Earlier this year, the United Kingdom announced it was going to be funding a government-sponsored trial where they were looking for volunteers to be purposely exposed to SARS-CoV-2.
When hearing this, one of the first things that comes to mind is the Tuskegee Syphilis Study. This was the infamous US-funded study done in Alabama that wanted to witness the progression of syphilis. Whereas, this new Human Challenge experiment is studying the progression of COVID-19, they are not withholding treatment from the volunteers. While it is not a true apples-to-apples comparison, the idea of the government running an experiment where people are signing up to become infected with COVID-19 does raise ethical questions, especially as vaccines and therapies for the virus are available.
The COVID-19 Human Challenge is a UK-government-funded study planning to expose 90 young adults to SARS-CoV-2. The investigators’ goals are to understand the effects of the virus, potential progression of COVID-19, and the immune system’s response to it.
“We are asking for volunteers aged between 18 and 30 to join this research endeavor and help us to understand how the virus infects people and how it passes so successfully between us,” trial investigator Chris Chiu, PhD, of the Department of Infectious Disease at Imperial College London said. “Our eventual aim is to establish which vaccines and treatments work best in beating this disease, but we need volunteers to support us in this work.”
Human challenge trials have been conducted in the past studying a variety of diseases and viruses including malaria, influenza, typhoid, cholera, and norovirus. Whereas, typical human challenge trials are attempting to find new therapies or vaccines, this trial is a departure in that there are therapies and vaccines available as well as an unpredictability to the virus and how it will affect individuals being that COVID-19 is still relatively new.
“We are now in this interesting point of the pandemic where we have several vaccines that have been authorized and I think the big question on a lot of peoples’ minds is why do a challenge now?” Seema Shah, JD, associate professor in Pediatrics at Northwestern University Medical School and an associate director of the Bioethics Program at Lurie Children’s Hospital, said. “I don’t think that this question has been answered as well by the researchers and the justification for doing this trial right now.”

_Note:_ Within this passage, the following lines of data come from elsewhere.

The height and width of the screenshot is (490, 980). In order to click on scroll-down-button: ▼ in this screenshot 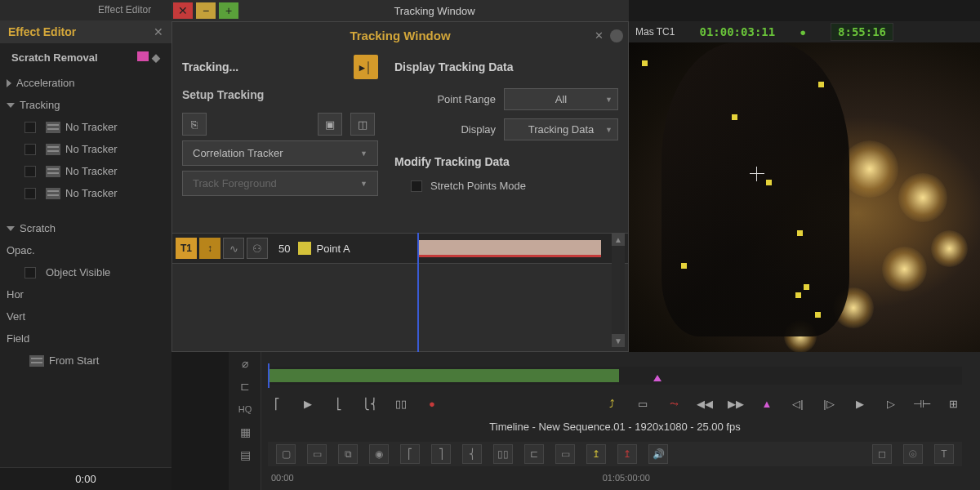, I will do `click(618, 341)`.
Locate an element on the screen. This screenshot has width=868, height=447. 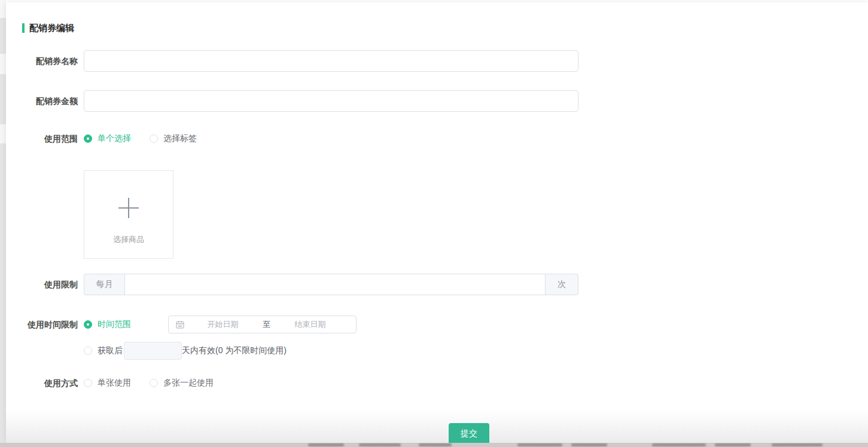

Whereas, the Tuskegee Syphilis Study created a deep mistrust of public health and vaccines that lingers today in the Black community, as well as living in an age of misinformation leading to vaccine hesitancy, Shah says public trust is paramount when conducting these human challenge trials.
“It is really critical to be thinking about trust because research is one of those things that we are asking some people to take on risks for the benefit of others in society,” Shah said. “Whenever you do that, especially in light of the long history of vulnerable groups being exploited in research, people now realize that it’s absolutely critical to have good reasons for asking people to take on these risks and when people take on risks that they are protected and they are respected.”
Shah was a member of a commission looking at a potential human challenge trial for the Zika virus a few years ago. “That was one of the more difficult things I had to do in my career where we really did have to come up with a recommendation of should these trials go forward or not,” Shah explained. “I’m relieved that is not my role in this pandemic.”
Shah said the commission decided to not recommend to the National Institutes of Health to move forward with the Zika trial. At that time, she said there were too many unknown variables that could affect people outside the trial including potential infection—as the virus can be transmitted sexually between partners.
Contagion spoke to Shah about the potential differences between this COVID-19 human challenge compared to previous ones, the process of signing up for such studies, and trying to decipher if a human challenge trial is worth the risk.